Counselling
My life has fallen into a few stages.
As a child, I lived in Box Hill when it was a Village. I then became Pastor to the Slums of Inner Melbourne for eight years. I was then a Country Parson and a Teacher at a One Teacher Bush School out at Jackson Creek in Western Victoria and then for thirteen years, I was a Suburban Minister in one of Australia’s largest suburban ministries.
And now, for more than 20 years I’ve been Superintendent in Sydney of Wesley Mission, Australia’s largest church ministry.
I’ve told you stories of people in each of these places.
Tonight I want you to come with me into the heart of the city.
One of the tasks I was looking forward to when I became Superintendent of Wesley Mission more than 23 years ago was providing some leadership in the field of counselling. Every city church has a huge load of people coming for counselling but Wesley Mission even more so. The Mission has always taken care for those people who are troubled, disabled, perplexed and confused, therefore the counselling load was high. But more than that a few years earlier Sir Alan Walker had founded LifeLine and therefore we had an enormous stream of people coming to be counselled and other people who needed to be trained as volunteer counsellors.
I had developed what we call the “Cheltenham Counselling Centre” in my suburban ministry in Melbourne and we brought together people with varying skills and backgrounds and training and established a one-on-one counselling service. I had also studied Psychology and had read very widely in the whole field of counselling and human psychology. I had undertaken some courses at the Cairnmiller Institute, a specialised institute for people who are going to undertake counselling.
I had been counselling boys that I had on probation and parole from the juvenile justice system in the slums of Melbourne. Many of them had very poor self-esteem levels and I had spent much time in helping them sort themselves out. When I was a country parson I had many people in the rural sector who did not have access to quality counselling or psychologists of any kind in the community and when it was heard that I was working in counselling and was the chaplain in the psychiatric hospital, many people came for counselling concerning their personal and emotional problems. In the thirteen years as a suburban minister in Cheltenham we had built up an extensive counselling programme with hundreds of people from the community finding their way to our doors seeking to be counselled from one or other of our competent staff. I discovered that from the very earliest days I had the capacity to listen, to analyse peoples’ problems and help them discover some answers. Because most ministers are compassionate people, those who came for counselling found that they were helped in an environment that they appreciated. And because we never charged people, there were many who were on very limited incomes for whom this was the only counselling they could afford.

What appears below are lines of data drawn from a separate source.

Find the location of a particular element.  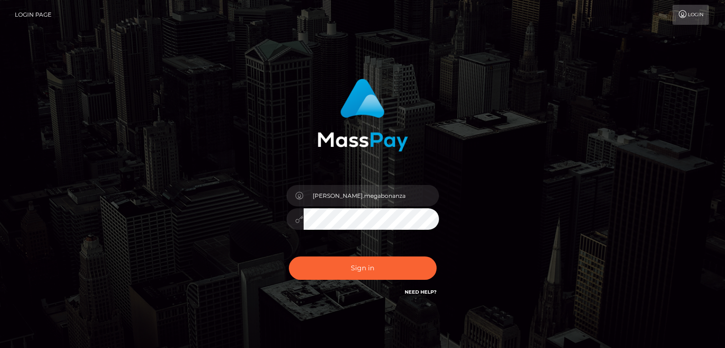

a: Login is located at coordinates (691, 15).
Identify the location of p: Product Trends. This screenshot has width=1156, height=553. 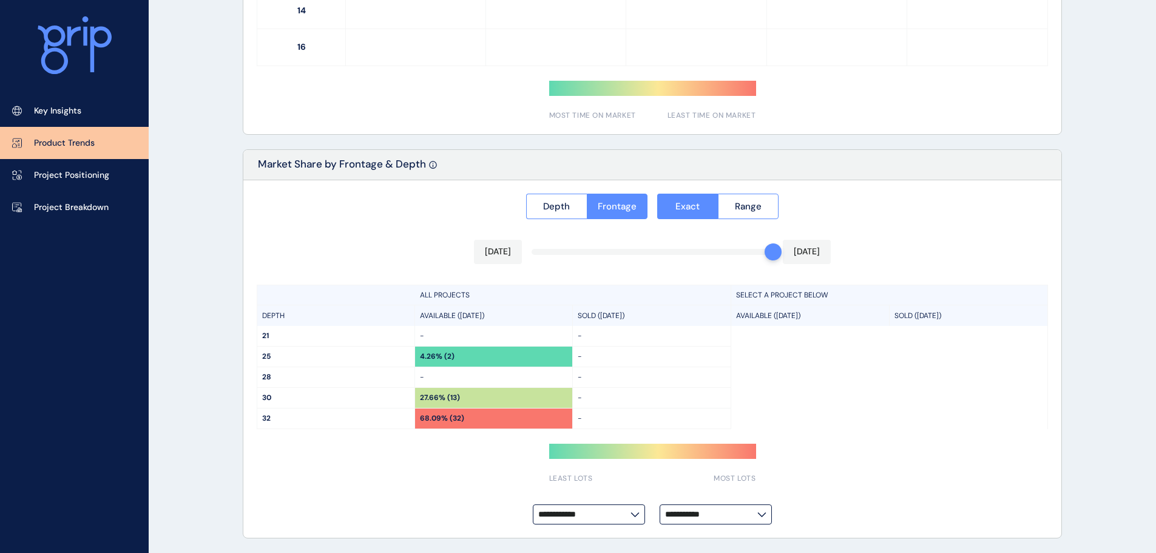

The opportunity to work in oversight of the training of counsellors for LifeLine was a wonderful opportunity bringing together the experience of the previous twenty years. For the last 23 years I have spent almost every Tuesday Night training a counselling class of 60 – 80 young and enthusiastic trainees who were completing 24 weeks of serious training. Our trainers are mainly psychologists and psychiatrists although every week I open the counselling training by taking the theme for the night and then indicating how Christians can counsel with the insights of Jesus on that particular issue. Over the years I’ve had more than 2000 people in my counselling courses. At the start of the twenty first century I find that those coming for counselling are quite different from those who first came more than twenty years ago. In general they are younger, more highly educated, most having completed their degrees in psychology at university and most intending to give us a short term of two years only service. In the old days we had some very fine counsellors who served us faithfully year after year but these days most younger counsellors want to get the credit on their curriculum vitae and then get on with something else.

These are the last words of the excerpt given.